As we explore Monte Carlo methods, which learn from sampled episodes of experience, a fundamental question arises: which policy are we actually learning about? The answer distinguishes between two major categories of RL algorithms: on-policy and off-policy learning.
Understanding this distinction is significant because it affects how we can gather experience and what we can learn from it. It influences algorithm design, stability, and flexibility, particularly when balancing exploration (trying new actions) and exploitation (using known good actions).
In on-policy methods, the agent learns about the value function or policy it is currently following. Think of it as learning "on the job." The policy used to generate the interaction data (the episodes) is the same policy that the agent is trying to evaluate and improve.
Let's say the agent is following a policy π. It interacts with the environment using actions chosen according to π. It collects episodes like (S0,A0,R1,S1,A1,R2,...,ST). The returns calculated from these episodes are then used to estimate Vπ(s) or Qπ(s,a), the value functions for this specific policy π. Subsequently, π is improved based on these updated value estimates, perhaps by making it more greedy with respect to the learned action values. The next batch of experience is then generated using this improved policy.
Characteristics of On-Policy Learning:
A typical example within Monte Carlo is On-Policy First-Visit MC Control, which we will detail shortly. It uses returns generated by an ϵ-soft policy to improve that same ϵ-soft policy.
In off-policy methods, the agent learns about a target policy π using data generated from following a different behavior policy μ. Think of this as learning how to perform a task optimally (π) by observing someone else, possibly less skilled or more exploratory (μ), perform it.
The target policy π is usually the policy the agent ultimately wants to learn (e.g., the deterministic greedy policy that always chooses the action with the highest estimated value). The behavior policy μ, however, is the one used to actually interact with the environment and generate episodes. μ might be more exploratory than π to ensure it gathers data about a wider range of actions and states.
Why use Off-Policy Learning?
The Challenge: Since the data comes from μ, not π, the distribution of states visited and actions taken doesn't directly reflect what would happen under π. Actions preferred by π might be rare in the data generated by μ, and vice versa. Directly averaging returns from μ's episodes would yield estimates for Vμ or Qμ, not Vπ or Qπ.
The Solution (Conceptual): Off-policy methods need a way to correct for this mismatch. They often use techniques like Importance Sampling, which involves weighting the observed returns based on the relative probability of the experienced trajectory occurring under the target policy π versus the behavior policy μ. This adjusts the contribution of each episode to account for the difference in policies. We'll touch upon Importance Sampling in the context of Off-Policy MC later in this chapter.
Characteristics of Off-Policy Learning:
Q-learning, which we will encounter in the next chapter on Temporal-Difference learning, is a well-known off-policy algorithm.
Diagram comparing On-Policy and Off-Policy learning flows. On-policy uses the same policy (π) for interaction and learning. Off-policy uses a behavior policy (μ) for interaction to learn about a different target policy (π), requiring a correction step.
Feature | On-Policy Learning | Off-Policy Learning |
---|---|---|
Data Source | Policy being learned (π) | Separate behavior policy (μ) |
Target Policy | Policy being learned (π) | Often a different policy (π, e.g., greedy) |
Exploration | Built into the learning policy (π) | Handled by behavior policy (μ) |
Key Challenge | Balancing exploration/exploitation | Correcting for policy mismatch (variance) |
Flexibility | Lower (learns about what it does) | Higher (can learn optimal policy while exploring, use historical data) |
Example | On-Policy MC, SARSA | Off-Policy MC, Q-Learning |
In essence, the choice between on-policy and off-policy methods depends on the problem requirements. If you need to learn the value of the specific behavior strategy being used (including its exploration), on-policy is suitable. If you want to learn an optimal policy regardless of the exploration strategy used during data collection, or if you want to learn from data generated by a different agent or policy, off-policy methods provide the necessary mechanisms. As we proceed with Monte Carlo control, we'll see how this distinction plays out in algorithm design.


[What the exercise asks] In the entries below, locate the line with "is (687, 1407).", then give again that line and all lines after it, exactly, with pictures omitted.

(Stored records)

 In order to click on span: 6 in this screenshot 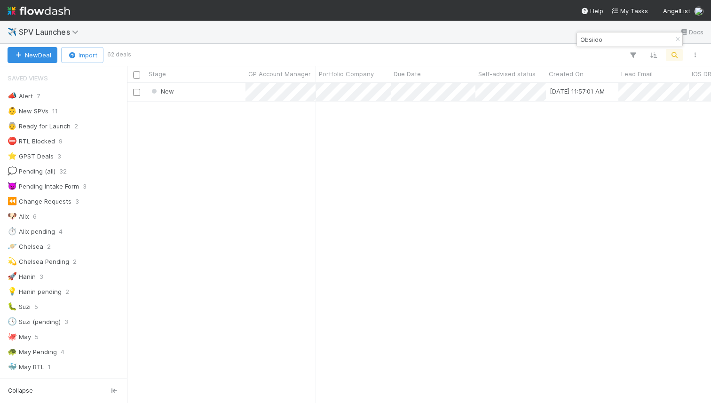, I will do `click(35, 216)`.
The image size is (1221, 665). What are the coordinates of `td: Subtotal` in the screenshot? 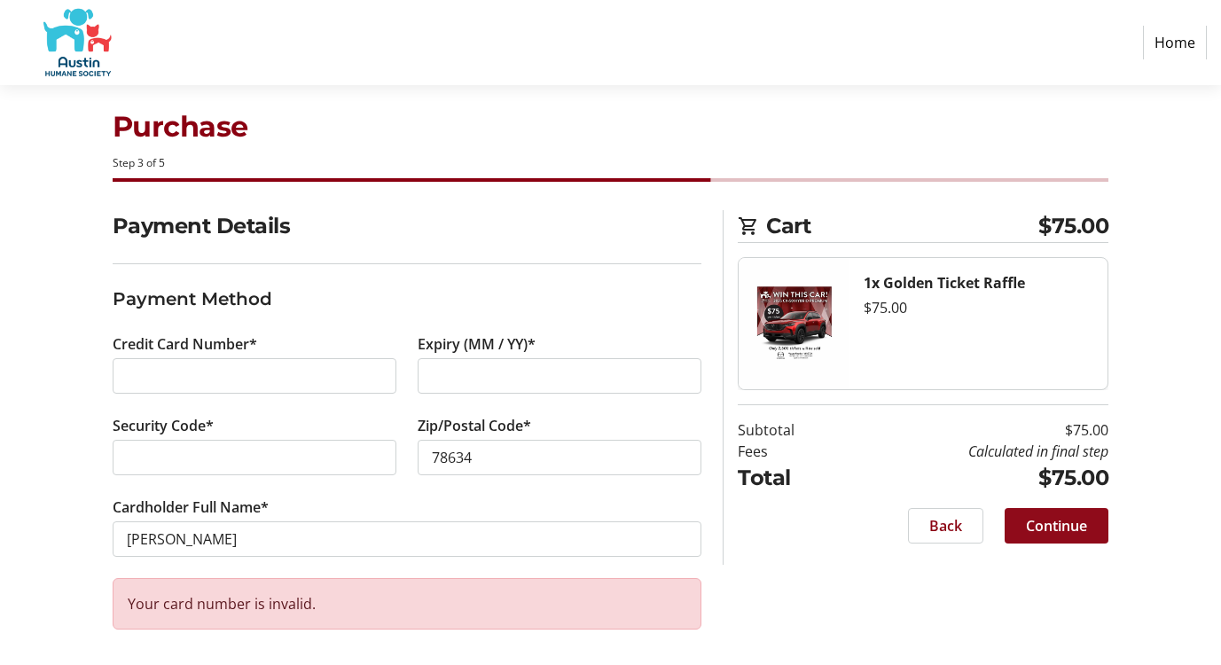 It's located at (791, 430).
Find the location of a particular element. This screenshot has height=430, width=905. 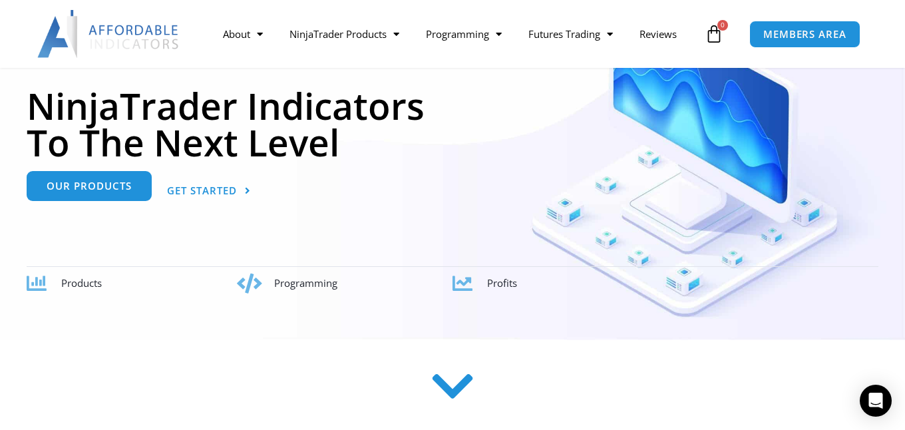

span: Programming is located at coordinates (305, 283).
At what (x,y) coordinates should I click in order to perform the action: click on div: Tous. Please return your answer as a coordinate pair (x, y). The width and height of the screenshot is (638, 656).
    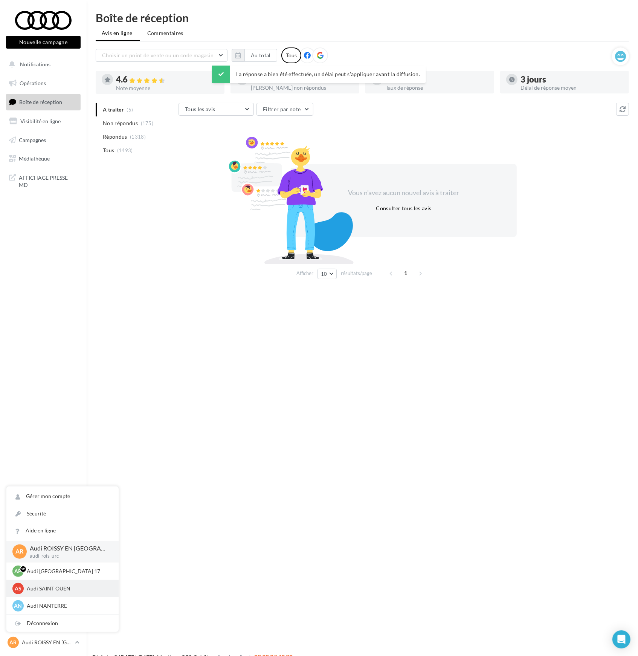
    Looking at the image, I should click on (291, 55).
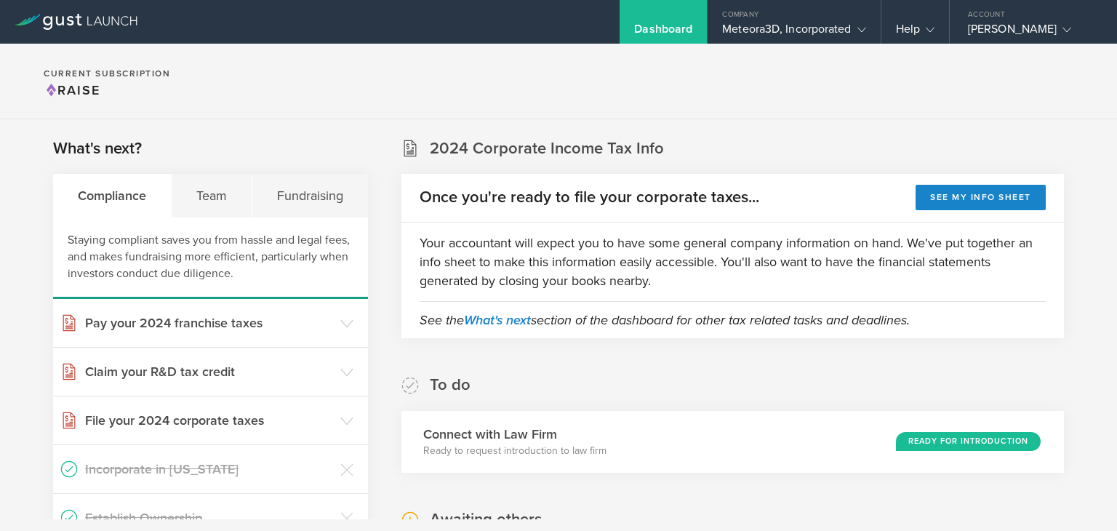 Image resolution: width=1117 pixels, height=531 pixels. What do you see at coordinates (915, 33) in the screenshot?
I see `div: Help` at bounding box center [915, 33].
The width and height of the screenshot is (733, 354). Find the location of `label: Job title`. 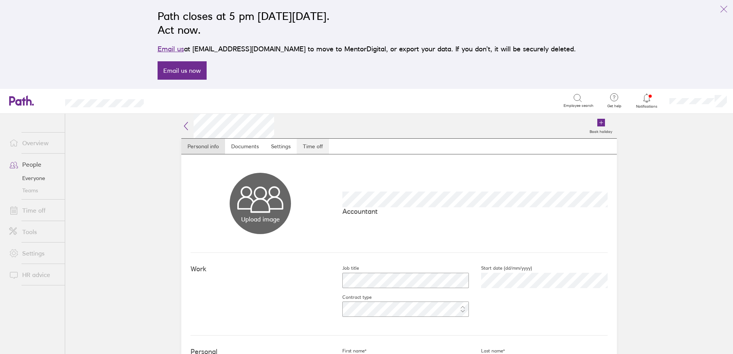

label: Job title is located at coordinates (344, 269).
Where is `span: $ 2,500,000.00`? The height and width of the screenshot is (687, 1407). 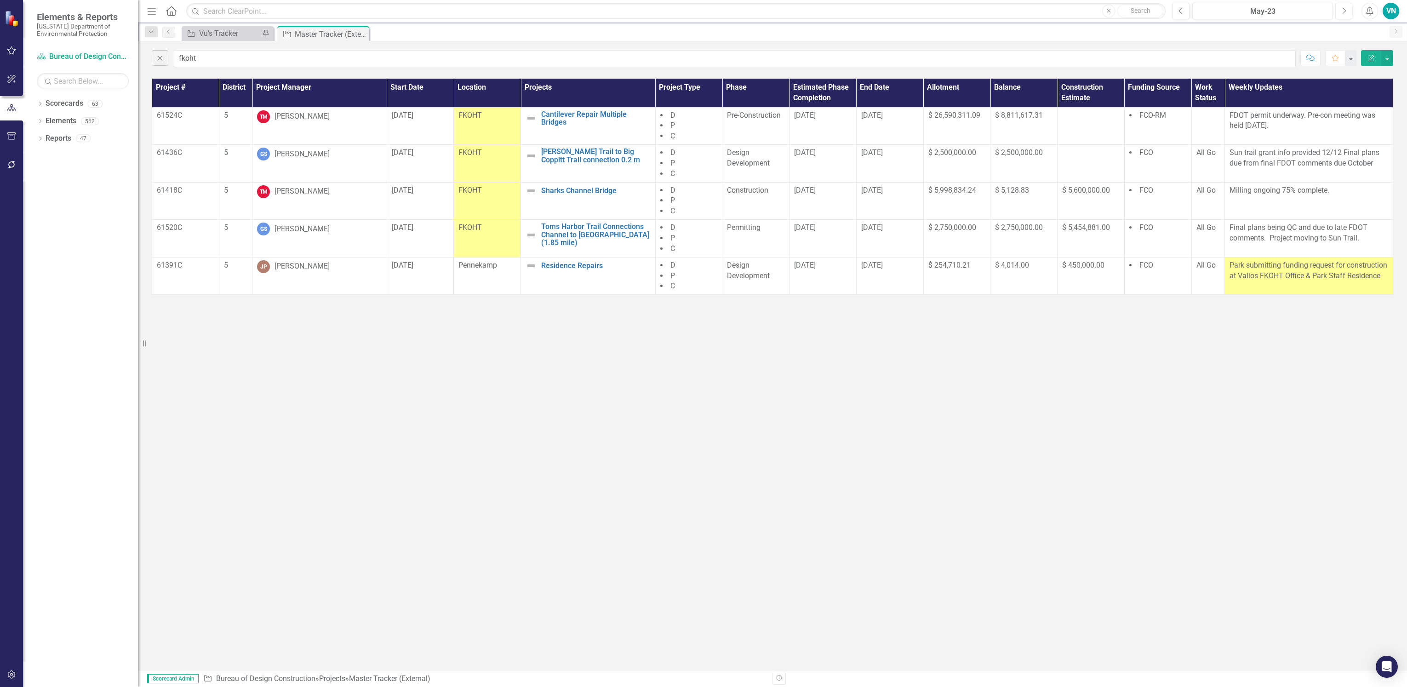
span: $ 2,500,000.00 is located at coordinates (1019, 152).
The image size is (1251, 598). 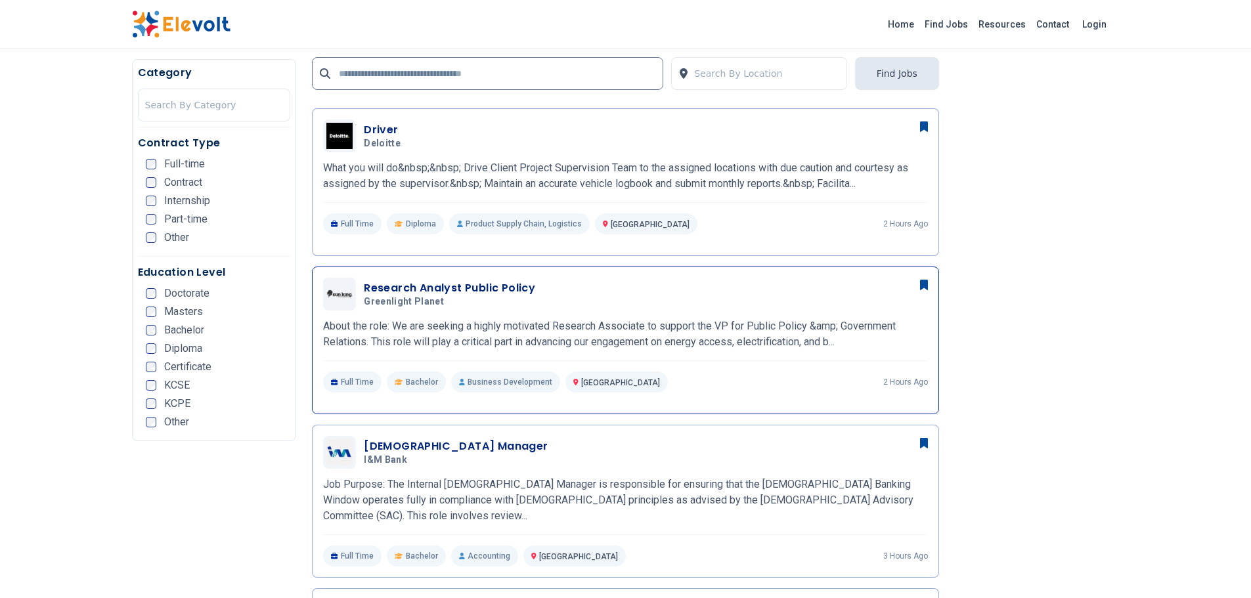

[Exercise answer]
Where is `span: $ 2,500,000.00`? The height and width of the screenshot is (687, 1407). 
span: $ 2,500,000.00 is located at coordinates (1019, 152).
The image size is (1251, 598). 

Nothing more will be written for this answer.